Escape from Reason by Francis A. Schaeffer

Escape from Reason by Francis A. Schaeffer

Author:Francis A. Schaeffer
Language: eng
Format: epub
Publisher: InterVarsity Press
Published: 2016-11-15T00:00:00+00:00


UPPER STORY EXPERIENCES

Man made in the image of God cannot live as though he is nothing, and thus he places in the upper story all sorts of desperate things. In order to illustrate that it does not matter what one places in the upper story, I shall try to show how manifold these things are. We have had examples of Sartre’s “existential experience,” Jasper’s “final experience” and Heidegger’s “Angst.” In each case man is dead, as far as rationality and logic are concerned.
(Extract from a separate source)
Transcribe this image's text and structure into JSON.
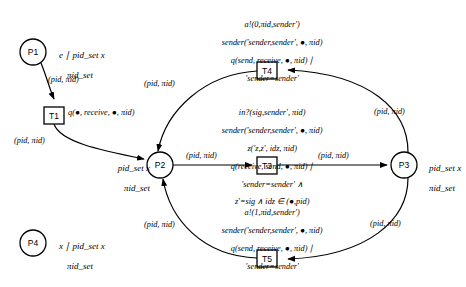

Aldous Huxley made a titanic addition to this way of thinking. We find him using the term “a first-order experience.” In order to have such a first-order experience he advocated the use of drugs. I have worked with many intelligent people taking LSD and have found hardly any of them who did not realize what they were doing was related to Aldous Huxley’s teaching in regard to a “first-order experience.” The point is that in the lower story—nature—life makes no sense; it is meaningless. You take a drug in order to try to have a direct mystical experience that has no relation to the world of the rational. Jaspers, as we saw earlier, says you cannot prepare for this experience. Huxley, however, clung to the hope that you can prepare for it by taking drugs. So, as people are deciding that our culture is, in the words of Timothy Leary, a “fake-prop-set society,” they too are turning to drugs.

The basic reason that drugs are seriously taken today is not for escape or kicks but because man is desperate. On the basis of rationality and logic man has no meaning, and culture is becoming meaningless. Man is therefore trying to find an answer in “first-order experiences.” This is what lies behind the modern drug mania. It is related to a thousand years of pantheism, for Eastern mystics have taken hashish for centuries to achieve religious experience. So it is nothing new, even though it is new to us. In The Humanist Frame,2 in which Aldous Huxley wrote the last chapter, he was still, right before his death, pleading for the use of drugs by “healthy people” for the “first-order experience.” This was his hope.

Optimistic Evolutionary Humanism is yet another illustration of the fact that, once one accepts a dichotomy of the upper and lower stories, what one then places in the upper story makes no difference. Julian Huxley has propagated this idea. Optimistic Evolutionary Humanism has no rational foundation. Its hope is always rooted in the leap of “mañana.” In looking for proof one is always diverted to tomorrow. This optimism is a leap, and we are foolish in our universities to be intimidated into thinking that the humanists have a rational basis for the “optimistic” part of their slogan. They have not—they are irrational. Julian Huxley himself has, in practice, accepted this, for he has put down the basic proposition that men function better if they think that there is a god. There is no god, according to Huxley, but we will say there is a god.